MANILA, Philippines – Mila Pangilinan wears a green scarf to the Senate.

She is 59, mother of two children, and a former nurse. She commutes almost daily from Las Piñas City to Pasay, where she gets a pass to sit in the public gallery of the second floor of the Philippine Senate for the impeachment trial of Chief Justice Renato Corona.

Mila is a cancer survivor, and wraps the green scarf around her head. Her husband, an electrician for the Senate building, is also suffering from cancer. He refuses chemotherapy, after he witnessed how his wife suffered.

Sometimes Mila goes to the Senate alone, sometimes with her best friend Carina. The pair have been friends for a decade and are neighbors in Las Piñas. They argue in the gallery because Mila is a Marcos loyalist, and Carina Tan is a supporter of the Aquino family. Mila says the Chief Justice is a good man. She has seen him in public corridors, and says he seems like a kind man. Carina, 65, says it does not matter if he is a good man. Even good men who make wrong decisions are still guilty men.

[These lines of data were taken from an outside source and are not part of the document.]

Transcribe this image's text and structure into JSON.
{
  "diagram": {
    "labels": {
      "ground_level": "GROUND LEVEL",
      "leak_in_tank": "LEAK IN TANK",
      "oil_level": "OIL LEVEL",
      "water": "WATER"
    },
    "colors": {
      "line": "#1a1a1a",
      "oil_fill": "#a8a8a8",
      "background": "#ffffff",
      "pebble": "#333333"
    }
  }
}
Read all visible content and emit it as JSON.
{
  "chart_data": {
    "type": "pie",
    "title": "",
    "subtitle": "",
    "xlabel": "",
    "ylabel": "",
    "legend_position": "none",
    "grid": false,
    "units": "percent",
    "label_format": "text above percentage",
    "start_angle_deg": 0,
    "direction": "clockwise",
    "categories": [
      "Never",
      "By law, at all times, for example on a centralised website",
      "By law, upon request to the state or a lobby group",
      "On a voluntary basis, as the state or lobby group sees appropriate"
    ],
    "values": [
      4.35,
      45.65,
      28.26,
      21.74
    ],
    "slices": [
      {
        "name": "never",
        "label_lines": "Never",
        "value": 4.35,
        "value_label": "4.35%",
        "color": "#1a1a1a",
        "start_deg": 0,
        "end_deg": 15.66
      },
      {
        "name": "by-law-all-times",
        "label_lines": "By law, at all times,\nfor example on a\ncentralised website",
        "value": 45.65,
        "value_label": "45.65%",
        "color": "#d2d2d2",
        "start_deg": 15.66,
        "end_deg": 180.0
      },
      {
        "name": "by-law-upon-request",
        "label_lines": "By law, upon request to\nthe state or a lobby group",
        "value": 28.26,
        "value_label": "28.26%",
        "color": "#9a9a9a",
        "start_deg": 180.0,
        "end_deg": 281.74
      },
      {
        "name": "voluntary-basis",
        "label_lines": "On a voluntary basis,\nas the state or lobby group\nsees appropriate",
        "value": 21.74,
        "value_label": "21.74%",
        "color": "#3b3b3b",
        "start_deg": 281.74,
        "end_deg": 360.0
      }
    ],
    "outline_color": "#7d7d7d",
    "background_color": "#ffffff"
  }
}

Mila is hoping for an acquittal. Besides, she says, the properties attributed to the Chief Justice belong to the Coronas’ children.

Carina is expecting a conviction. She counts the reasons. Corona, she says, is one of the midnight appointees of former President Gloria Macapagal-Arroyo. He was involved in the acquittal of 19 controversial cases involving Arroyo, including the issuance of a Temporary Restraining Order. He is also, according to Carina, part of the “politically-tainted decision” on the Philippine Airlines case against its employees.

Feeling involved

Carina says she watches because she is a Filipino. “We’re here because we want to know the truth. Aside from that, you react with the people. It’s not like watching it on television. You’re the only one watching; you’re the only one reacting.”

Mila is interested in the process. “I want to see the real action. Watching it in the Senate also feels like you’re really involved. You really care about what’s happening in your country because you took the time and effort to watch it in the Senate.”

She believes more people do not attend the hearings not because they are uninterested, but because they do not feel welcome.

“Maybe the public, especially the masses, feel the hearing in the Senate is exclusively for the politicians and celebrities only.”